Founder of the Gray Panthers, a name associated with militancy, Maggie Kuhn did not lack a sense of humor. In this spirit, she taught her followers how to growl. They were to stick out their tongues, turn toward another person, and make a deep sound from the throat. The new film shows an auditorium of people following Maggie’s instructions and growling with laughter.

A friend, Art Mazer, recalls another instance of Maggie’s humor when local Gray Panthers presented her at Boston City Hall. When introduced, Maggie had to rock back and forth a few times to get out of the low-slung chair in which she was sitting. Arrived at the podium she quipped: “That’s called the rock of ages.”

This film, entitled “Maggie Growls,” is scheduled for Boston-area showing on Monday, February 17th at 10 P.M. on the PBS channel 44. I recommend it for sheer human interest, and because the film recounts how one woman helped to change America in the period between her forced retirement in 1970 and her death in 1995 at age 90.

Maggie had radical ideas about how to improve American society. We needed to abolish compulsory retirement that put people on the shelf at 65. Our country desperately needed single-payer universal health care coverage. And we had to transform our basic ideas about older people and the experience of growing old.

A way of achieving this last goal was to help change the way older people were portrayed in the media. The “Media Watch” established by the Gray Panthers served for a time as an effective device to ensure change in television, movies, and advertising, change that has taken hold to a considerable extent.

It was not only her agenda that differed from most other people’s; so did her methods. She believed it a mistake for older people to push for change only with those of their own age. Rather, she wanted old people to join forces with the young.

Similarly, she thought old people should not advocate for changes primarily for themselves. Instead, she thought their advocacy would have much more credibility if they tried to bring about change benefiting the nation’s younger generations as well.

Despite her brilliance as a leader, Maggie was not successful in all her enterprises. Her organization, the Gray Panthers, never did turn into the alliance of old and young that she envisioned. I remember attending one national convention of the GPs, and immediately noting the absence of young people among the delegates.

And she never was able to develop effective leadership to direct the Panthers after her death. Even before 1995, her organization had lost its momentum and now has only a faint heartbeat. But it was never much of an organization; instead it was a movement with all the strengths and weaknesses of minimal structure. Never would it become an AARP, but Maggie would sooner have died rather than for that to happen.

And, of course, we still seem no closer to her goal of assured national health care for everyone. Even getting prescription drug coverage for Americans under Medicare has proven maddeningly elusive.

Maggie’s ideas about sexuality did not please everyone; in fact they shocked even many of the Panthers. She once recommended to an audience of older women the practice of lesbianism, and an embarrassed silence followed. She herself liked young men and once had an affair with one fifty years younger than herself.

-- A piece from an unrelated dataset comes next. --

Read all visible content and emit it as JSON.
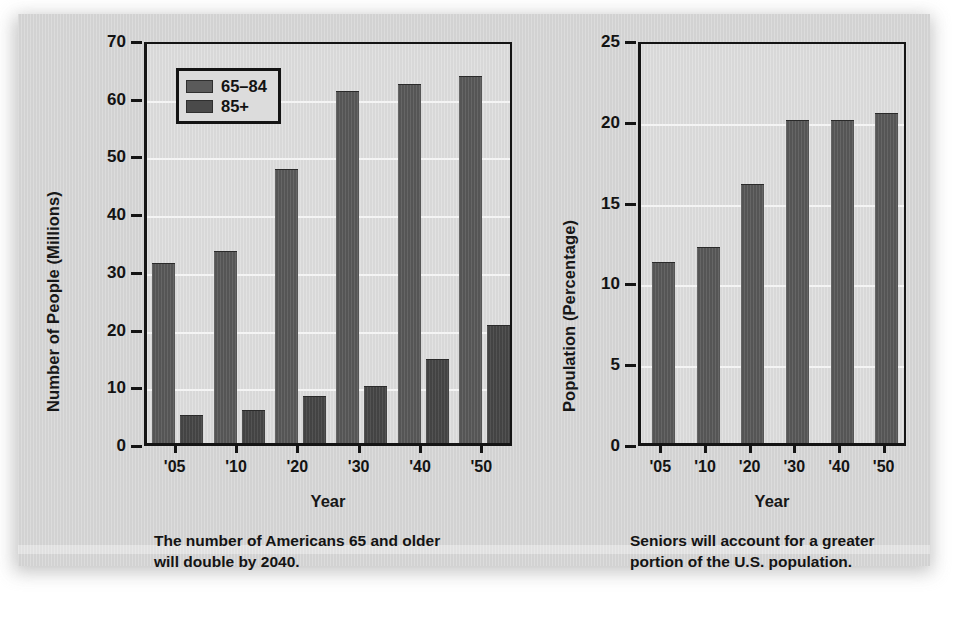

When someone expressed to Maggie regret that she had no spouse or children, she replied, “I am completely happy with my life; I have no regrets.”

She suffered much pain in her latter days. I remember having dinner with her one evening and feeling some of that pain myself as I watched her eat with difficulty.

When the end came, she lay in bed in her house in Philadelphia. A friend watched her wake up, sit up in the bed and say “I am an advocate for justice and peace.” Then she went back to sleep and never woke up.